Wolf Burchard:  Obviously museums can’t allow everyone to handle everything.  The Met is very good in organising visits for the blind, with object handling, which is possible because it’s such a large collection. The V&A has done a very good job with the Dr Susan Weber Gallery [of furniture] in recreating some of the chairs, with their different backs, so that it becomes an immersive experience where you feel what it’s like to sit on some of them, and you have samples so you can touch different types of wood and metal surfaces. I sometimes wonder about tactility, though: all of us know what glass or ceramics feel like. It is the weight of some of these objects that might surprise the visitor and should probably be conveyed, together with their measurements.

 

Oscar Graf:  Most people know what what a teapot feels like, it’s true.

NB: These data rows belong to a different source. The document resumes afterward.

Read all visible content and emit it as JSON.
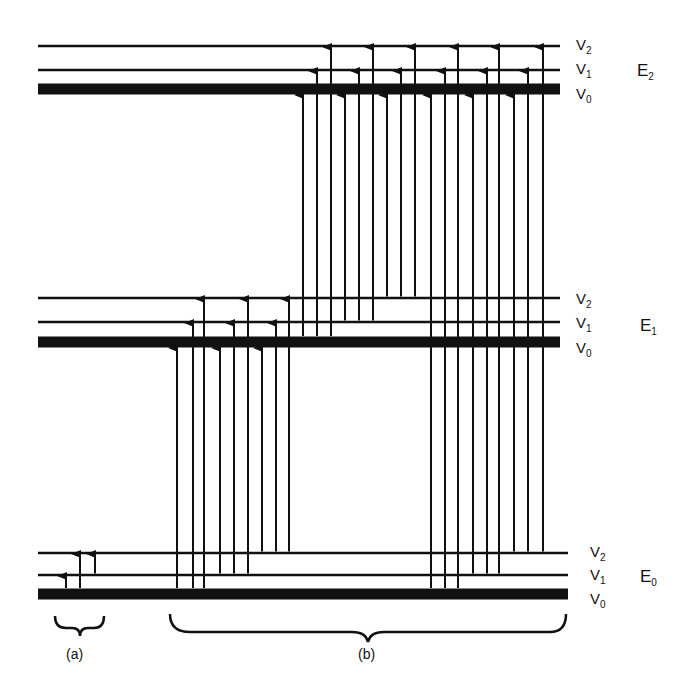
{
  "levels": [
    {
      "electronic": "E",
      "sub": "2",
      "y": {
        "V0": 89,
        "V1": 70,
        "V2": 46
      }
    },
    {
      "electronic": "E",
      "sub": "1",
      "y": {
        "V0": 342,
        "V1": 322,
        "V2": 298
      }
    },
    {
      "electronic": "E",
      "sub": "0",
      "y": {
        "V0": 594,
        "V1": 575,
        "V2": 553
      }
    }
  ],
  "vib_labels": [
    {
      "v": "V",
      "sub": "2"
    },
    {
      "v": "V",
      "sub": "1"
    },
    {
      "v": "V",
      "sub": "0"
    }
  ],
  "line_x": [
    38,
    560
  ],
  "groups": {
    "a": {
      "label": "(a)",
      "description": "pure vibrational transitions within E0"
    },
    "b": {
      "label": "(b)",
      "description": "vibronic transitions between electronic states"
    }
  },
  "transitions": {
    "a": [
      {
        "x": 66,
        "from": [
          "0",
          "V0"
        ],
        "to": [
          "0",
          "V1"
        ]
      },
      {
        "x": 80,
        "from": [
          "0",
          "V0"
        ],
        "to": [
          "0",
          "V2"
        ]
      },
      {
        "x": 95,
        "from": [
          "0",
          "V1"
        ],
        "to": [
          "0",
          "V2"
        ]
      }
    ],
    "E0_E1": [
      {
        "x": 177,
        "from": "V0",
        "to": "V0"
      },
      {
        "x": 193,
        "from": "V0",
        "to": "V1"
      },
      {
        "x": 204,
        "from": "V0",
        "to": "V2"
      },
      {
        "x": 220,
        "from": "V1",
        "to": "V0"
      },
      {
        "x": 234,
        "from": "V1",
        "to": "V1"
      },
      {
        "x": 248,
        "from": "V1",
        "to": "V2"
      },
      {
        "x": 262,
        "from": "V2",
        "to": "V0"
      },
      {
        "x": 276,
        "from": "V2",
        "to": "V1"
      },
      {
        "x": 289,
        "from": "V2",
        "to": "V2"
      }
    ],
    "E1_E2": [
      {
        "x": 303,
        "from": "V0",
        "to": "V0"
      },
      {
        "x": 317,
        "from": "V0",
        "to": "V1"
      },
      {
        "x": 331,
        "from": "V0",
        "to": "V2"
      },
      {
        "x": 345,
        "from": "V1",
        "to": "V0"
      },
      {
        "x": 359,
        "from": "V1",
        "to": "V1"
      },
      {
        "x": 373,
        "from": "V1",
        "to": "V2"
      },
      {
        "x": 387,
        "from": "V2",
        "to": "V0"
      },
      {
        "x": 401,
        "from": "V2",
        "to": "V1"
      },
      {
        "x": 415,
        "from": "V2",
        "to": "V2"
      }
    ],
    "E0_E2": [
      {
        "x": 431,
        "from": "V0",
        "to": "V0"
      },
      {
        "x": 445,
        "from": "V0",
        "to": "V1"
      },
      {
        "x": 458,
        "from": "V0",
        "to": "V2"
      },
      {
        "x": 473,
        "from": "V1",
        "to": "V0"
      },
      {
        "x": 487,
        "from": "V1",
        "to": "V1"
      },
      {
        "x": 499,
        "from": "V1",
        "to": "V2"
      },
      {
        "x": 514,
        "from": "V2",
        "to": "V0"
      },
      {
        "x": 528,
        "from": "V2",
        "to": "V1"
      },
      {
        "x": 543,
        "from": "V2",
        "to": "V2"
      }
    ]
  }
}
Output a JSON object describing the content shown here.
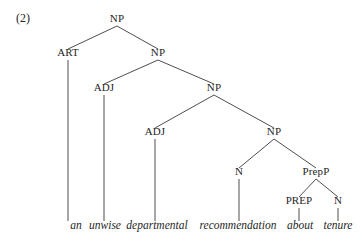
{
  "figure": {
    "example_number": "(2)",
    "caption_text": "an unwise departmental recommendation about tenure",
    "ink_color": "#3a3a3a",
    "text_color": "#262626",
    "background_color": "#ffffff"
  },
  "tree": {
    "type": "constituency-parse-tree",
    "nodes": [
      {
        "id": "np-root",
        "label": "NP",
        "x": 117,
        "y": 22,
        "level": 0
      },
      {
        "id": "art-1",
        "label": "ART",
        "x": 68,
        "y": 56,
        "level": 1
      },
      {
        "id": "np-2",
        "label": "NP",
        "x": 158,
        "y": 56,
        "level": 1
      },
      {
        "id": "adj-1",
        "label": "ADJ",
        "x": 104,
        "y": 91,
        "level": 2
      },
      {
        "id": "np-3",
        "label": "NP",
        "x": 214,
        "y": 91,
        "level": 2
      },
      {
        "id": "adj-2",
        "label": "ADJ",
        "x": 155,
        "y": 135,
        "level": 3
      },
      {
        "id": "np-4",
        "label": "NP",
        "x": 274,
        "y": 135,
        "level": 3
      },
      {
        "id": "n-1",
        "label": "N",
        "x": 239,
        "y": 175,
        "level": 4
      },
      {
        "id": "prepp-1",
        "label": "PrepP",
        "x": 316,
        "y": 175,
        "level": 4
      },
      {
        "id": "prep-1",
        "label": "PREP",
        "x": 299,
        "y": 204,
        "level": 5
      },
      {
        "id": "n-2",
        "label": "N",
        "x": 338,
        "y": 204,
        "level": 5
      }
    ],
    "edges": [
      {
        "from": "np-root",
        "to": "art-1"
      },
      {
        "from": "np-root",
        "to": "np-2"
      },
      {
        "from": "np-2",
        "to": "adj-1"
      },
      {
        "from": "np-2",
        "to": "np-3"
      },
      {
        "from": "np-3",
        "to": "adj-2"
      },
      {
        "from": "np-3",
        "to": "np-4"
      },
      {
        "from": "np-4",
        "to": "n-1"
      },
      {
        "from": "np-4",
        "to": "prepp-1"
      },
      {
        "from": "prepp-1",
        "to": "prep-1"
      },
      {
        "from": "prepp-1",
        "to": "n-2"
      }
    ],
    "terminals": [
      {
        "id": "word-an",
        "word": "an",
        "parent": "art-1",
        "x": 76,
        "y": 229
      },
      {
        "id": "word-unwise",
        "word": "unwise",
        "parent": "adj-1",
        "x": 105,
        "y": 229
      },
      {
        "id": "word-departmental",
        "word": "departmental",
        "parent": "adj-2",
        "x": 157,
        "y": 229
      },
      {
        "id": "word-recommendation",
        "word": "recommendation",
        "parent": "n-1",
        "x": 238,
        "y": 229
      },
      {
        "id": "word-about",
        "word": "about",
        "parent": "prep-1",
        "x": 300,
        "y": 229
      },
      {
        "id": "word-tenure",
        "word": "tenure",
        "parent": "n-2",
        "x": 338,
        "y": 229
      }
    ]
  },
  "layout": {
    "label_half_height": 4,
    "label_gap_below": 4,
    "terminal_stem_gap": 8,
    "example_number_x": 16,
    "example_number_y": 22
  }
}
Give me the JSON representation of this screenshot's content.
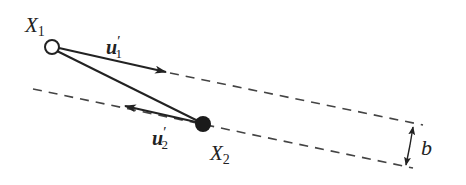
{
  "diagram": {
    "colors": {
      "stroke": "#222222",
      "dash": "#444444",
      "open_fill": "#ffffff",
      "filled": "#1a1a1a"
    },
    "labels": {
      "x1_main": "X",
      "x1_sub": "1",
      "x2_main": "X",
      "x2_sub": "2",
      "u1_main": "u",
      "u1_prime": "′",
      "u1_sub": "1",
      "u2_main": "u",
      "u2_prime": "′",
      "u2_sub": "2",
      "b": "b"
    },
    "points": {
      "X1": {
        "x": 52,
        "y": 47,
        "style": "open"
      },
      "X2": {
        "x": 203,
        "y": 124,
        "style": "filled"
      }
    }
  }
}
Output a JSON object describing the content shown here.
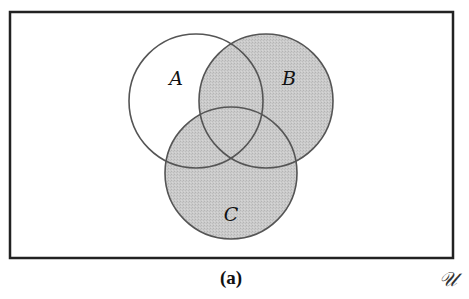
{
  "diagram": {
    "type": "venn",
    "caption": "(a)",
    "universe_label": "𝒰",
    "sets": [
      {
        "id": "A",
        "label": "A",
        "cx": 196,
        "cy": 101,
        "r": 67,
        "label_x": 176,
        "label_y": 80
      },
      {
        "id": "B",
        "label": "B",
        "cx": 266,
        "cy": 101,
        "r": 67,
        "label_x": 289,
        "label_y": 80
      },
      {
        "id": "C",
        "label": "C",
        "cx": 231,
        "cy": 173,
        "r": 66,
        "label_x": 231,
        "label_y": 216
      }
    ],
    "shaded_region": "B ∪ C",
    "colors": {
      "shade": "#c9c9c9",
      "stroke": "#555555",
      "border": "#222222",
      "background": "#ffffff"
    },
    "box": {
      "x": 10,
      "y": 12,
      "width": 443,
      "height": 246
    }
  }
}
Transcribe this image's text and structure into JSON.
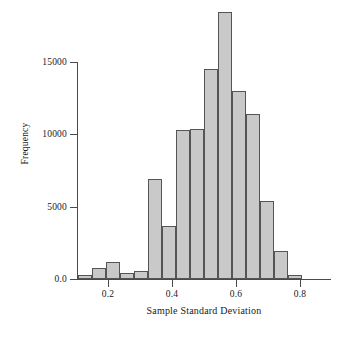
{
  "chart_data": {
    "type": "bar",
    "subtype": "histogram",
    "title": "",
    "xlabel": "Sample Standard Deviation",
    "ylabel": "Frequency",
    "xlim": [
      0.105,
      0.895
    ],
    "ylim": [
      0,
      18700
    ],
    "grid": false,
    "legend": null,
    "bin_width": 0.0439,
    "bar_fill_color": "#c9c9c9",
    "bar_edge_color": "#555555",
    "axis_color": "#4a4a4a",
    "x_ticks": [
      {
        "value": 0.2,
        "label": "0.2"
      },
      {
        "value": 0.4,
        "label": "0.4"
      },
      {
        "value": 0.6,
        "label": "0.6"
      },
      {
        "value": 0.8,
        "label": "0.8"
      }
    ],
    "y_ticks": [
      {
        "value": 0,
        "label": "0.0"
      },
      {
        "value": 5000,
        "label": "5000"
      },
      {
        "value": 10000,
        "label": "10000"
      },
      {
        "value": 15000,
        "label": "15000"
      }
    ],
    "bins": [
      {
        "x_left": 0.105,
        "x_right": 0.1489,
        "center": 0.127,
        "value": 300
      },
      {
        "x_left": 0.1489,
        "x_right": 0.1928,
        "center": 0.171,
        "value": 750
      },
      {
        "x_left": 0.1928,
        "x_right": 0.2367,
        "center": 0.215,
        "value": 1150
      },
      {
        "x_left": 0.2367,
        "x_right": 0.2806,
        "center": 0.259,
        "value": 400
      },
      {
        "x_left": 0.2806,
        "x_right": 0.3244,
        "center": 0.303,
        "value": 550
      },
      {
        "x_left": 0.3244,
        "x_right": 0.3683,
        "center": 0.346,
        "value": 6900
      },
      {
        "x_left": 0.3683,
        "x_right": 0.4122,
        "center": 0.39,
        "value": 3650
      },
      {
        "x_left": 0.4122,
        "x_right": 0.4561,
        "center": 0.434,
        "value": 10250
      },
      {
        "x_left": 0.4561,
        "x_right": 0.5,
        "center": 0.478,
        "value": 10350
      },
      {
        "x_left": 0.5,
        "x_right": 0.5439,
        "center": 0.522,
        "value": 14500
      },
      {
        "x_left": 0.5439,
        "x_right": 0.5878,
        "center": 0.566,
        "value": 18400
      },
      {
        "x_left": 0.5878,
        "x_right": 0.6317,
        "center": 0.61,
        "value": 13000
      },
      {
        "x_left": 0.6317,
        "x_right": 0.6756,
        "center": 0.654,
        "value": 11400
      },
      {
        "x_left": 0.6756,
        "x_right": 0.7194,
        "center": 0.697,
        "value": 5400
      },
      {
        "x_left": 0.7194,
        "x_right": 0.7633,
        "center": 0.741,
        "value": 1950
      },
      {
        "x_left": 0.7633,
        "x_right": 0.8072,
        "center": 0.785,
        "value": 300
      }
    ]
  }
}
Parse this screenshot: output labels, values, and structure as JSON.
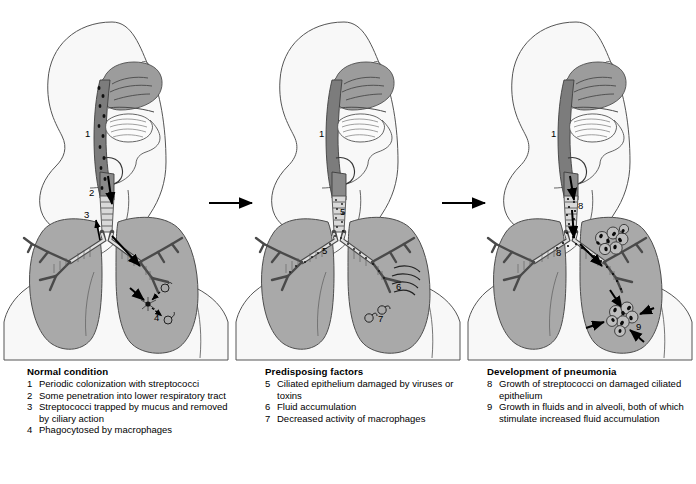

The real difference between most historical and contemporary objects is design. It’s important to convey how strikingly different that has been.

 

Has the collector base for this material changed in the past decade?

 

Oscar Graf:  When I started I thought that most of my clients would always be from older generations ¬– which was fine, of course – but to my surprise there have been a number of younger new clients. I won’t lie to you, they’re not all 20. It takes time to understand a field, and most people at the start of their careers don’t have a lot of disposable income to spend on art. Collecting is an evolution of thought.

 

Wolf Burchard:  The comparison between private collecting and museum collecting is very interesting. Private collectors have become much more diversified. There aren’t so many collectors today who say ‘I’m only interested in 18th-century France’; you can collect 19th-century British ceramics as well as, say, 20th-century photography. So it’s up to museum departments to ‘stay focused’ as it were. Generally I think that, when it comes to decorative arts, a museum of art, rather than anthropology, should be very careful about where it draws the line with regards to quality. As is true of paintings or sculpture, a high-class museum should aim for the uppermost tier of objects, even if we are talking about candle sticks or a tea cup.

 

Could museums and the art trade collaborate more effectively in this

 

Oscar Graf:  They do already a lot. Dealers are always very proud to sell works to museums, of course, but the relationship is not as imbalanced as I thought it would be when I started out. I had a piece at an art fair recently that had been reserved by a museum, and in the first two days of the fair, many curators from that museum – the sculpture curator, the prints and drawings curator, a contemporary art curator – came to see it. They were all very interested to see what their colleague was acquiring for the museum. For me that was an amazing feeling.

 

Wolf Burchard:  When I look at myself and my contemporaries in the museum world, most of us went to university for a long time and have new ideas about decorative arts. But most of us don’t always have much experience in looking at and handling objects. This is really something where we rely on the conversation with our colleagues in the trade, in auction houses and galleries, who – at the same age – have been handling a much wider array of objects, of different qualities, and for many years. Of course, for museums those relationships need to be nurtured with great care, but ultimately, all we want is to share information and our passion for great objects.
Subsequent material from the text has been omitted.